Challenge: The Market Gap
Human freedom is often constrained by invisible barriers such as social norms, status, religion, and geographic distance, preventing much of one’s potential from being transformed into real opportunities, regardless of individual effort.
In this context, freedom is not merely the right to choose, but the capacity to turn choice into outcomes in real life. For freedom to become real, two foundational conditions are required at the same time:
First is economic self determination, which provides room for decision making, reduces dependency, and enables the pursuit of long term goals.
Second is the ability to access and sustain a high quality network of relationships, in order to expand opportunities, foster cooperation, and increase the likelihood of realizing long term objectives.
Lacking either one renders freedom incomplete: possessing economic autonomy without connections easily leads to isolation and a narrowing of achievement's meaning; having many connections without economic autonomy makes it difficult to translate opportunities into real change.
The problem is that the current system lacks an infrastructure layer reliable enough to turn interactions into genuine connections and recordable value, making it difficult to nurture both aforementioned foundational conditions equitably. This infrastructure gap is evident in three points:
First, there is a lack of mechanisms to measure and recognize contributions in a way that accurately reflects the value created by users.
Second, there is a lack of structures that encourage meaningful action rather than merely generating surface level interaction.
Third, there is a lack of an approach that enables users to receive commensurate benefits, allowing them to gradually accumulate economic self determination over time.
The issue becomes more severe as the prevalent operating model of many Web2 platforms optimizes attention time to serve ads and data collection. Dark patterns in design are used to prolong usage time and drive return behavior, rather than supporting users in creating real results such as building quality relationships or expanding opportunities.
Thus, the "infrastructure gap" becomes the paradox of our era: interaction is abundant, but real connection and the capacity for freedom that users can hold remain scarce.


> To do: Return the listing that follows exactly, with no pictures included.

> Records to use:
:::
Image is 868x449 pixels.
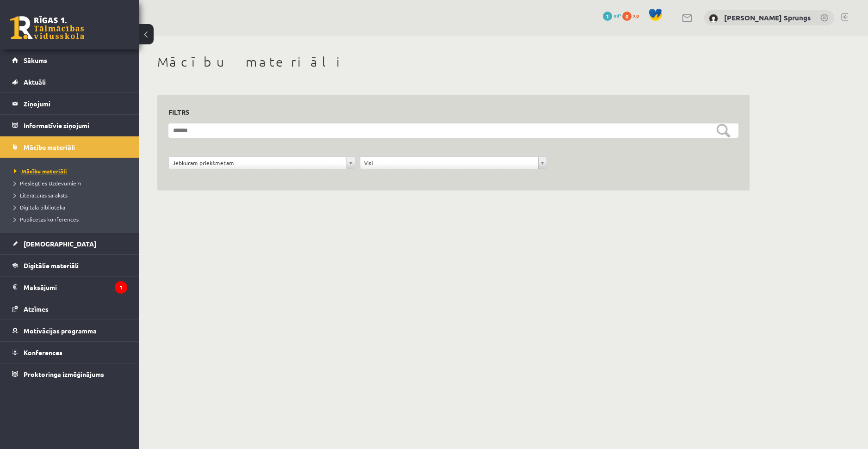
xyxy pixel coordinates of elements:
[169,157,355,169] a: Jebkuram priekšmetam
[364,157,534,169] span: Visi
[622,11,644,19] a: 0 xp
[24,327,97,335] span: Motivācijas programma
[158,54,749,70] h1: Mācību materiāli
[12,255,127,276] a: Digitālie materiāli
[11,16,84,39] a: Rīgas 1. Tālmācības vidusskola
[24,240,97,248] span: [DEMOGRAPHIC_DATA]
[12,50,127,71] a: Sākums
[14,203,130,211] a: Digitālā bibliotēka
[173,157,343,169] span: Jebkuram priekšmetam
[24,93,127,115] legend: Ziņojumi
[603,11,621,19] a: 1 mP
[12,298,127,320] a: Atzīmes
[24,77,46,86] span: Aktuāli
[709,14,719,23] img: Didzis Daniels Sprungs
[12,277,127,298] a: Maksājumi1
[24,143,75,151] span: Mācību materiāli
[24,262,78,269] span: Digitālie materiāli
[168,106,727,118] h3: Filtrs
[12,137,127,158] a: Mācību materiāli
[24,305,49,313] span: Atzīmes
[14,167,130,176] a: Mācību materiāli
[14,191,68,199] span: Literatūras saraksts
[360,157,547,169] a: Visi
[12,364,127,385] a: Proktoringa izmēģinājums
[14,215,130,224] a: Publicētas konferences
[24,56,47,64] span: Sākums
[14,180,81,187] span: Pieslēgties Uzdevumiem
[603,11,613,21] span: 1
[14,191,130,200] a: Literatūras saraksts
[12,320,127,341] a: Motivācijas programma
[24,370,104,378] span: Proktoringa izmēģinājums
[614,11,621,19] span: mP
[633,11,640,19] span: xp
[622,11,632,21] span: 0
[12,342,127,363] a: Konferences
[12,93,127,115] a: Ziņojumi
[14,203,65,211] span: Digitālā bibliotēka
[12,72,127,93] a: Aktuāli
[24,277,127,298] legend: Maksājumi
[12,115,127,136] a: Informatīvie ziņojumi
[14,216,78,223] span: Publicētas konferences
[24,115,127,136] legend: Informatīvie ziņojumi
[24,349,62,356] span: Konferences
[115,281,127,293] i: 1
[14,179,130,187] a: Pieslēgties Uzdevumiem
[14,167,67,175] span: Mācību materiāli
[12,233,127,254] a: [DEMOGRAPHIC_DATA]
[725,13,811,22] a: [PERSON_NAME] Sprungs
:::
> Response to this task:
Image is 868x449 pixels.
xyxy pixel coordinates of elements:
[169,157,355,169] a: Jebkuram priekšmetam
[364,157,534,169] span: Visi
[622,11,644,19] a: 0 xp
[24,327,97,335] span: Motivācijas programma
[158,54,749,70] h1: Mācību materiāli
[12,255,127,276] a: Digitālie materiāli
[11,16,84,39] a: Rīgas 1. Tālmācības vidusskola
[24,240,97,248] span: [DEMOGRAPHIC_DATA]
[12,50,127,71] a: Sākums
[14,203,130,211] a: Digitālā bibliotēka
[173,157,343,169] span: Jebkuram priekšmetam
[24,93,127,115] legend: Ziņojumi
[603,11,621,19] a: 1 mP
[12,298,127,320] a: Atzīmes
[24,77,46,86] span: Aktuāli
[709,14,719,23] img: Didzis Daniels Sprungs
[12,277,127,298] a: Maksājumi1
[24,143,75,151] span: Mācību materiāli
[24,262,78,269] span: Digitālie materiāli
[168,106,727,118] h3: Filtrs
[12,137,127,158] a: Mācību materiāli
[24,305,49,313] span: Atzīmes
[14,167,130,176] a: Mācību materiāli
[14,191,68,199] span: Literatūras saraksts
[360,157,547,169] a: Visi
[12,364,127,385] a: Proktoringa izmēģinājums
[14,215,130,224] a: Publicētas konferences
[24,56,47,64] span: Sākums
[14,180,81,187] span: Pieslēgties Uzdevumiem
[603,11,613,21] span: 1
[14,191,130,200] a: Literatūras saraksts
[12,320,127,341] a: Motivācijas programma
[24,370,104,378] span: Proktoringa izmēģinājums
[614,11,621,19] span: mP
[633,11,640,19] span: xp
[622,11,632,21] span: 0
[12,342,127,363] a: Konferences
[12,93,127,115] a: Ziņojumi
[14,203,65,211] span: Digitālā bibliotēka
[12,72,127,93] a: Aktuāli
[24,277,127,298] legend: Maksājumi
[12,115,127,136] a: Informatīvie ziņojumi
[14,216,78,223] span: Publicētas konferences
[24,115,127,136] legend: Informatīvie ziņojumi
[24,349,62,356] span: Konferences
[115,281,127,293] i: 1
[14,179,130,187] a: Pieslēgties Uzdevumiem
[14,167,67,175] span: Mācību materiāli
[12,233,127,254] a: [DEMOGRAPHIC_DATA]
[725,13,811,22] a: [PERSON_NAME] Sprungs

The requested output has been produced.